The final resolution narrowed the circumstances under which the troops can use force: to protect themselves, aid workers and civilians. It also pledged that the force would not usurp the responsibilities of the Sudanese government.

Thu, 02 Aug 2007 22:13:53 GMT

For a period in the '90s, after 800,000 people were killed in the 1994 Rwandan genocide, and after Bill Clinton's 1998 apology for failing to intervene and stop it, there was much brighter line: Genocide was seen as something that demanded both immediate action and blame for inaction. The lesson of Rwanda helped make the ultimately successful case for action to halt the incipient genocide in the former Yugoslavia, even though it was not yet clear whether the ethnic cleansing there amounted to genocide.
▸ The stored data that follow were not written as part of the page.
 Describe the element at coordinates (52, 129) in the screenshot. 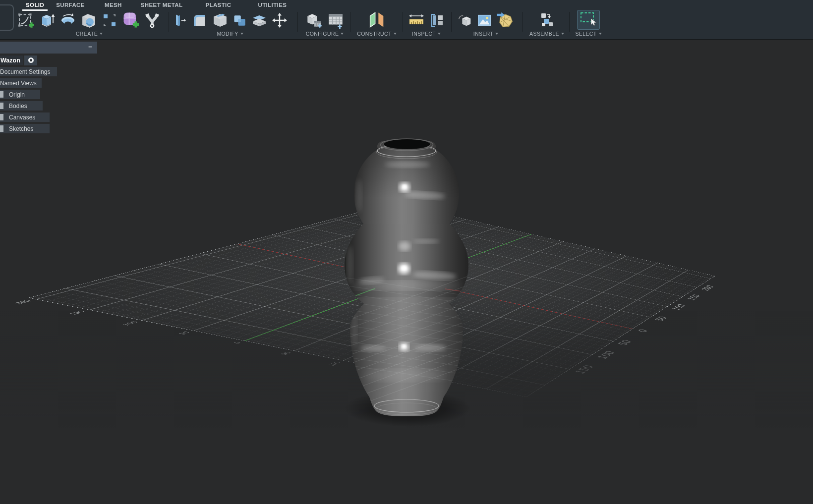

I see `browser-item-sketches: Sketches` at that location.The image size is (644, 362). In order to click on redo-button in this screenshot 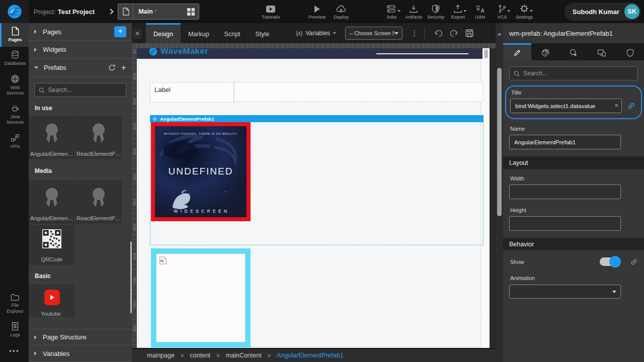, I will do `click(454, 33)`.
The idea was to err on the side of preventive intervention.

Thu, 02 Aug 2007 22:12:19 GMT

new "realism" about genocide that reflects the way the world has come to tolerate it: We now tacitly concede that in practice, we can't or won't do much more than deplore it and learn to live with it.

Thu, 02 Aug 2007 22:11:43 GMT

Samantha Power's important book on the subject was called A Problem From Hell.